Tidmarsh, an adjunct professor at Stanford’s medical school, brings decades of industry experience to the table. Serving as director of the Center for Drug Evaluation and Research will be his first government position.
George Tidmarsh, an adjunct professor of pediatrics and neonatology at Stanford University’s School of Medicine with a long history in the biopharma and biotechnology industries, will be the FDA’s next head of the Center for Drug Evaluation and Research.
According to the FDA’s announcement of his appointment Monday, Tidmarsh has been involved in the “successful clinical development of seven FDA-approved drugs.”
Tidmarsh is replacing Jacqueline Corrigan-Curay, the current acting head of CDER. Corrigan-Curay announced in June that she would be departing in July. She herself had only been in the job since January when Patricia Cavazzoni left the position two days before President Donald Trump began his second term.
Tidmarsh’s hire highlights a much-debated issue of the FDA’s so-called revolving door with industry. Until May, Tidmarsh was the chairman of Revelation Biosciences, a Southern California–based startup he cofounded focused on kidney conditions and treatments for surgical infections. Before that Tidmarsh had been an executive at a suite of other companies, including stints as the CEO of Solano Therapeutics, La Jolla Pharmaceutical Company and Horizon Pharma, another company he founded. Horizon was purchased by Amgen in 2023 for nearly $28 billion, giving the larger company control of the seven FDA-approved drugs that Tidmarsh had a hand in. Those include rare disease drugs like Uplizna, Krystexxa and Tepezza. Sales of those drugs have been coming up short of expectations for Amgen since the buy.
“I look forward to working with [Tidmarsh] to strengthen our drug review programs, foster innovation, and advance cross-agency initiatives that improve health outcomes for the American public,” FDA commissioner Marty Makary said in the agency’s statement.
Tidmarsh has no previous experience working in government or regulation. His predecessors, Corrigan-Curay and Cavazzoni, both started at lower level appointments at the FDA. Corrigan-Curay had nine years of experience before taking the top CDER job, while Cavazzoni had about three and a half years.
Though he has no previous government experience, Tidmarsh has appeared as an expert scientist before FDA panels convened to discuss the food additive talc. That could potentially overlap with overview of drugmaker Johnson & Johnson, whose talc-based powder products have been at the center of a 16-year legal battle.
Tidmarsh’s appointment is the latest in a rush of new names in at the FDA as more and more leaders exit the agency. At CDER’s sister regulatory the Center for Biologics Evaluation and Research, longtime head Peter Marks was pushed out earlier this year and University of California, San Francisco professor and YouTube commentator Vinay Prasad brought on in his stead. Once in office, Prasad pushed out the agency’s top cell and gene therapy regulator Nicole Verdun, as well as her deputy Rachael Anatol.
All told, fewer than half of senior FDA leaders from six months ago remain at the agency today.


### Assignment
Count every line in the data below that includes "span", and give only the result.

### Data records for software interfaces
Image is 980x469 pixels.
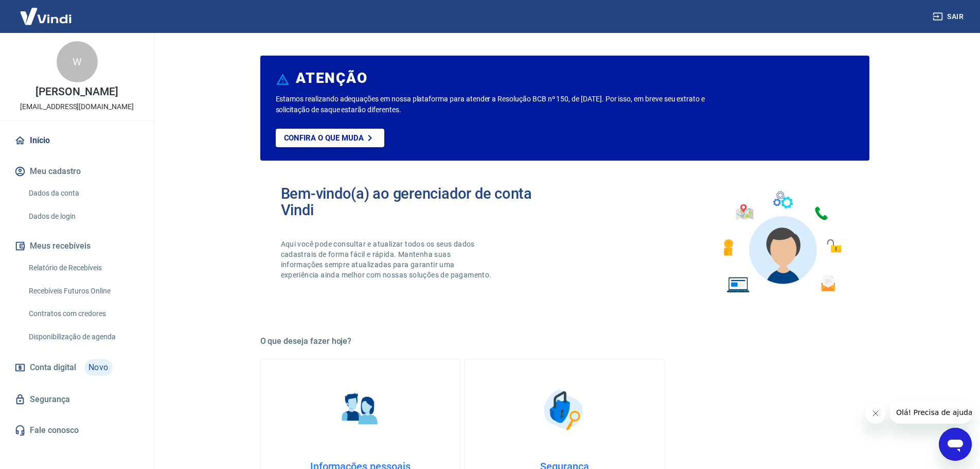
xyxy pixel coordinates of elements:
[538,384,590,435] img: Segurança
[13,355,141,380] a: Conta digitalNovo
[56,41,98,82] div: W
[25,326,141,347] a: Disponibilização de agenda
[35,87,118,97] p: [PERSON_NAME]
[13,1,79,32] img: Vindi
[13,160,141,183] button: Meu cadastro
[276,129,384,147] a: Confira o que muda
[714,185,849,299] img: Imagem de um avatar masculino com diversos icones exemplificando as funcionalidades do gerenciado...
[334,384,386,435] img: Informações pessoais
[939,428,971,460] iframe: Botão para abrir a janela de mensagens
[13,388,141,410] a: Segurança
[931,7,967,27] button: Sair
[84,359,113,376] span: Novo
[13,129,141,152] a: Início
[25,206,141,227] a: Dados de login
[25,183,141,204] a: Dados da conta
[30,360,76,374] span: Conta digital
[13,234,141,257] button: Meus recebíveis
[260,336,869,346] h5: O que deseja fazer hoje?
[13,419,141,442] a: Fale conosco
[25,281,141,302] a: Recebíveis Futuros Online
[25,257,141,278] a: Relatório de Recebíveis
[6,7,87,16] span: Olá! Precisa de ajuda?
[25,303,141,324] a: Contratos com credores
[281,238,494,280] p: Aqui você pode consultar e atualizar todos os seus dados cadastrais de forma fácil e rápida. Mant...
[20,102,134,112] p: [EMAIL_ADDRESS][DOMAIN_NAME]
[281,185,565,218] h2: Bem-vindo(a) ao gerenciador de conta Vindi
[865,403,885,424] iframe: Fechar mensagem
[295,73,367,84] h6: ATENÇÃO
[284,133,363,142] p: Confira o que muda
[890,401,971,424] iframe: Mensagem da empresa
[276,94,739,115] p: Estamos realizando adequações em nossa plataforma para atender a Resolução BCB nº 150, de [DATE]....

### Exercise answer
3